Therapeutic Man

Around the time that I was reading Christopher Lasch’s books, in 2005, I saw a few interviews with Philip Rieff at AL Daily. There is a long, penetrating essay about Dr. Rieff’s work by George Scialabba, “The Curse of Modernity, Philip Rieff’s problem with freedom” in the Boston Review. Much of Rieff’s work involved the continuing reevaluation of the insights of Marx, Nietzsche, Weber and Freud into religion as a social force. In Rieff’s 1959 book on Freud, he suggested, in Sciallaba’s words:

Until the twentieth century … three character types had successively prevailed in Western culture: political man, the ideal of classical times, dedicated to the glory of his city; religious man, the ideal of the Christian era, dedicated to the glory of God; and a transitional figure, economic man, a creature of Enlightenment liberalism. Economic man believed in doing good unto others by doing well for himself. This convenient compromise did not last long, and what survived of it was not the altruism but the egoism. Psychological man was frankly and shrewdly selfish, beyond ideals and illusions, at best a charming narcissist, at worst boorish or hypochondriacal, according to his temperament.

There is some force to some of these ideas.


The suggestion that character types prevailed in history must be limited to European and American history, and it refers more to the attitudes of the ruling classes than to the values of entire societies. It is influenced by the understanding that political theory and social attitudes, from the time of the ancient Greek polis, through medieval times, tended to value the strong hero, the benevolent king and the wise and pious priest over the busy merchant as the models of the good public person. I think we can’t say that any character type was prevalent at any time, because there was always tension between piety and power.
The idea that the character type of the economic man became prevalent after the Renaissance and the Enlightenment has considerable merit. Political theory favoured rational self interest and equality, and social values discouraged both heroic or aristocratic pretension, and religious zeal.
I don’t think that psychological man is a separate character type from economic man. Psychology has become an industry based on the management of feelings and the validation of status. It has become a tool to manipulate employees, customers and citizens to produce, consume and comply. It has become a theory of morality which defines the good as that which satisfies the needs of the moment – to get the right response and to feel good about it.
What appeals to psychological man is stability and security in economic and social relations, which is achieved by success in finding the social resources – friends, protectors, allies and clients or customers – to achieve the economic goods – food, shelter – to feel safe and happy and to take care of a family. Occasional sex is in there as a social good. Perhaps psychological man is in touch with his feminine side. Psychological man is not that interested in risks and adventures.
At the same time, economic man and psychological man want to be seen as heroes. In the Romantic era, artists began to portray themselves as visionary heroes striving to succeed in dangerous ventures. This has carried over into modern stories about successful merchants and about discovering a person’s own character and living from day to day. In modern stories, every one is not only the leading character, but a hero in his own drama.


- [ABOUT THIS TASK]: Only an exact copy of the entries, stripped of pictures, will serve as the answer.

- [RECORDS PROVIDED]:
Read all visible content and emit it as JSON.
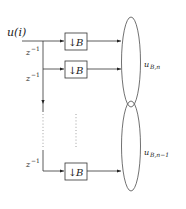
{
  "diagram": {
    "input_label": "u(i)",
    "delay_labels": [
      "z⁻¹",
      "z⁻¹",
      "z⁻¹"
    ],
    "delay_base": "z",
    "delay_exp": "−1",
    "blocks": [
      {
        "arrow": "↓",
        "label": "B"
      },
      {
        "arrow": "↓",
        "label": "B"
      },
      {
        "arrow": "↓",
        "label": "B"
      }
    ],
    "outputs": [
      {
        "base": "u",
        "sub": "B,n"
      },
      {
        "base": "u",
        "sub": "B,n−1"
      }
    ],
    "colors": {
      "stroke": "#333333",
      "text": "#222222",
      "background": "#ffffff"
    }
  }
}
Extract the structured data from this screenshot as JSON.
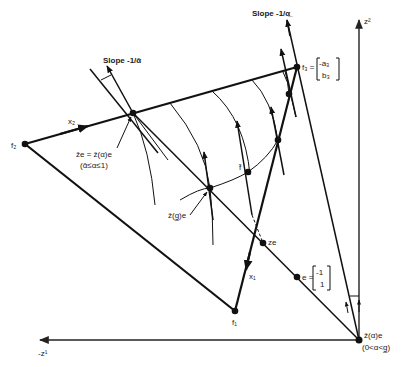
{
  "figure": {
    "axes": {
      "vertical_label": "z²",
      "horizontal_label": "-z¹"
    },
    "labels": {
      "slope_top_left": "Slope -1/ᾱ",
      "slope_top_right": "Slope -1/α̲",
      "f1": "f₁",
      "f2": "f₂",
      "f3": "f₃ =",
      "f3_matrix_top": "-a₃",
      "f3_matrix_bottom": "b₃",
      "x1": "x₁",
      "x2": "x₂",
      "ze": "ze",
      "e": "e =",
      "e_matrix_top": "-1",
      "e_matrix_bottom": "1",
      "f": "f̂",
      "zbar_e_line1": "z̄e = ẑ(α)e",
      "zbar_e_line2": "(ᾱ≤α≤1)",
      "zhat_g_e": "ẑ(g̲)e",
      "origin_line1": "ẑ(α)e",
      "origin_line2": "(0<α<g̲)"
    },
    "points": {
      "origin": [
        359,
        340
      ],
      "f1": [
        235,
        311
      ],
      "f2": [
        25,
        144
      ],
      "f3": [
        297,
        67
      ],
      "zbar_e": [
        133,
        113
      ],
      "ze": [
        263,
        243
      ],
      "e": [
        297,
        277
      ],
      "zhat_g": [
        210,
        188
      ],
      "f_hat": [
        248,
        172
      ],
      "mid_f1f3": [
        278,
        140
      ],
      "upper_f1f3": [
        289,
        94
      ]
    }
  }
}
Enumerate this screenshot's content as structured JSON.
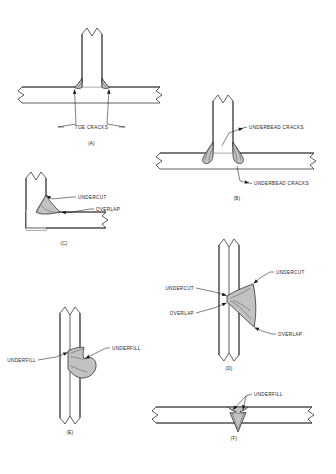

- [ANSWER SPACE]:
Read all visible content and emit it as JSON.
{
  "diagram": {
    "input_label": "u(i)",
    "delay_labels": [
      "z⁻¹",
      "z⁻¹",
      "z⁻¹"
    ],
    "delay_base": "z",
    "delay_exp": "−1",
    "blocks": [
      {
        "arrow": "↓",
        "label": "B"
      },
      {
        "arrow": "↓",
        "label": "B"
      },
      {
        "arrow": "↓",
        "label": "B"
      }
    ],
    "outputs": [
      {
        "base": "u",
        "sub": "B,n"
      },
      {
        "base": "u",
        "sub": "B,n−1"
      }
    ],
    "colors": {
      "stroke": "#333333",
      "text": "#222222",
      "background": "#ffffff"
    }
  }
}
Extract the structured data from this screenshot as JSON.
{
  "figure": {
    "axes": {
      "vertical_label": "z²",
      "horizontal_label": "-z¹"
    },
    "labels": {
      "slope_top_left": "Slope -1/ᾱ",
      "slope_top_right": "Slope -1/α̲",
      "f1": "f₁",
      "f2": "f₂",
      "f3": "f₃ =",
      "f3_matrix_top": "-a₃",
      "f3_matrix_bottom": "b₃",
      "x1": "x₁",
      "x2": "x₂",
      "ze": "ze",
      "e": "e =",
      "e_matrix_top": "-1",
      "e_matrix_bottom": "1",
      "f": "f̂",
      "zbar_e_line1": "z̄e = ẑ(α)e",
      "zbar_e_line2": "(ᾱ≤α≤1)",
      "zhat_g_e": "ẑ(g̲)e",
      "origin_line1": "ẑ(α)e",
      "origin_line2": "(0<α<g̲)"
    },
    "points": {
      "origin": [
        359,
        340
      ],
      "f1": [
        235,
        311
      ],
      "f2": [
        25,
        144
      ],
      "f3": [
        297,
        67
      ],
      "zbar_e": [
        133,
        113
      ],
      "ze": [
        263,
        243
      ],
      "e": [
        297,
        277
      ],
      "zhat_g": [
        210,
        188
      ],
      "f_hat": [
        248,
        172
      ],
      "mid_f1f3": [
        278,
        140
      ],
      "upper_f1f3": [
        289,
        94
      ]
    }
  }
}
Enumerate this screenshot's content as structured JSON.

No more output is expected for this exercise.